Certainly, El Dibujazo is more than an atmosphere. But the claim that it embodies one, characterized by certain qualities, conjures the collective spirit shared across the individual artworks. Distortion, disappearance, and surveillance are a few of the many readings one could make. No single quality is taken up by all artists, and likewise, no characteristic exists in isolation—they echo and resonate within one another. 

During a review of the exhibition El Dibujazo that took place at the Centro de Exposiciones at the Palacio Municipal in Montevideo in 1990, more than twenty years after the creation of the artworks, Gabriel Peluffo Linari observed that certain drawings lost their dramatic, charged, and promising atmosphere when viewed in a different historical and political context. 13  My decision to incorporate literature is, in some way, an attempt to immerse these depictions in the sentiments of their time, without purporting to resurrect the historical horrors that surrounded their creation.

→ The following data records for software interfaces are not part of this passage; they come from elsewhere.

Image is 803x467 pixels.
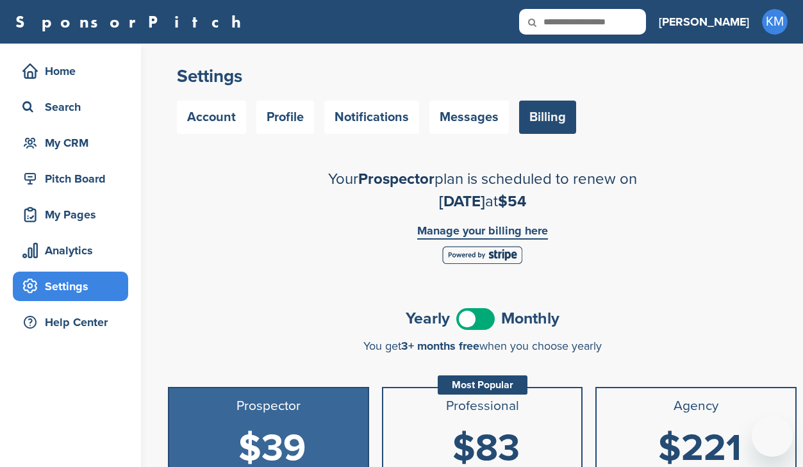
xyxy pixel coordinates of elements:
[439,192,485,211] span: [DATE]
[762,9,788,35] span: KM
[417,225,548,240] a: Manage your billing here
[388,399,577,414] h3: Professional
[177,65,788,88] h2: Settings
[659,13,749,31] h3: [PERSON_NAME]
[324,101,419,134] a: Notifications
[19,203,128,226] div: My Pages
[358,170,434,188] span: Prospector
[13,164,128,194] a: Pitch Board
[13,92,128,122] a: Search
[19,167,128,190] div: Pitch Board
[15,13,249,30] a: SponsorPitch
[19,239,128,262] div: Analytics
[168,340,797,352] div: You get when you choose yearly
[13,236,128,265] a: Analytics
[174,399,363,414] h3: Prospector
[258,168,707,213] h2: Your plan is scheduled to renew on at
[13,272,128,301] a: Settings
[177,101,246,134] a: Account
[659,8,749,36] a: [PERSON_NAME]
[19,60,128,83] div: Home
[501,311,559,327] span: Monthly
[256,101,314,134] a: Profile
[429,101,509,134] a: Messages
[401,339,479,353] span: 3+ months free
[13,128,128,158] a: My CRM
[13,308,128,337] a: Help Center
[13,56,128,86] a: Home
[602,399,790,414] h3: Agency
[19,275,128,298] div: Settings
[519,101,576,134] a: Billing
[498,192,526,211] span: $54
[19,131,128,154] div: My CRM
[752,416,793,457] iframe: Button to launch messaging window
[19,95,128,119] div: Search
[406,311,450,327] span: Yearly
[19,311,128,334] div: Help Center
[442,246,522,264] img: Stripe
[13,200,128,229] a: My Pages
[438,376,527,395] div: Most Popular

1. El Dibujazo: Centro de Exposiciones del Palacio Municipal, exh. cat. (Montevideo: Museo de Arte Contemporáneo, 1988), 3–4
2. Electronic correspondence with Gabriel Peluffo Linari, August 2023.
3. “‘El Dibujazo’ y Jorge Páez Vilaró. El curador Manuel Neves desde París. 3ª parte,” May 16, 2022, YouTube video, 10:34, https://youtu.be/J8leMAG-tNY?si=vfC6by--GGvnAsQS, posted by De fogón en fogón.
4. Gerardo Mantero, “Entrevista a Mingo Ferreira: La frontera entre lo indecible y lo decible,” La Pupila 4, no. 18 (June 2011): 4.
5. Mantero, “Entrevista a Mingo Ferreira,” 4.
6. Hugo Gilmet and Gabriel Peluffo Linari, “Generación de dibujantes,” Marcha, 14 July, 1972, 25.
7. Cristina Bravo Rozas, “Una aproximación al estudio del cuento uruguayo del siglo XX,” INTI, no. 81/82 (2015): 435.
8. Mario Levrero, La ciudad (Montevideo: Tierra Nueva, 1970)
9. Cristina Peri Rossi, Los Museos abandonados (Montevideo: Editorial Arca, 1969).
10. Levrero, Trilogía involuntaria, (Buenos Aires: DeBolsillo, 2018), 76); my translation.
11. Peri Rossi, “Los museos abadonados,” 27; my translation.
12. Peri Rossi, “Los extraños objetos voladores,” 46; my translation.
13. Gabriel Peluffo Linari, “Perfiles Del Dibujazo,” Semanario Brecha (26 January, 1990), 23.
The Institute for Studies on Latin American Art (ISLAA) supports the study and visibility of Latin American art.
142 Franklin Street New York, NY 10013

Tue–Sat: 12–6 PM Sun–Mon: Closed

142 Franklin Street New York, NY 10013

Copyright © 2023 Institute for Studies on Latin American Art
The Institute for Studies on Latin American Art (ISLAA) supports the study and visibility of Latin American art.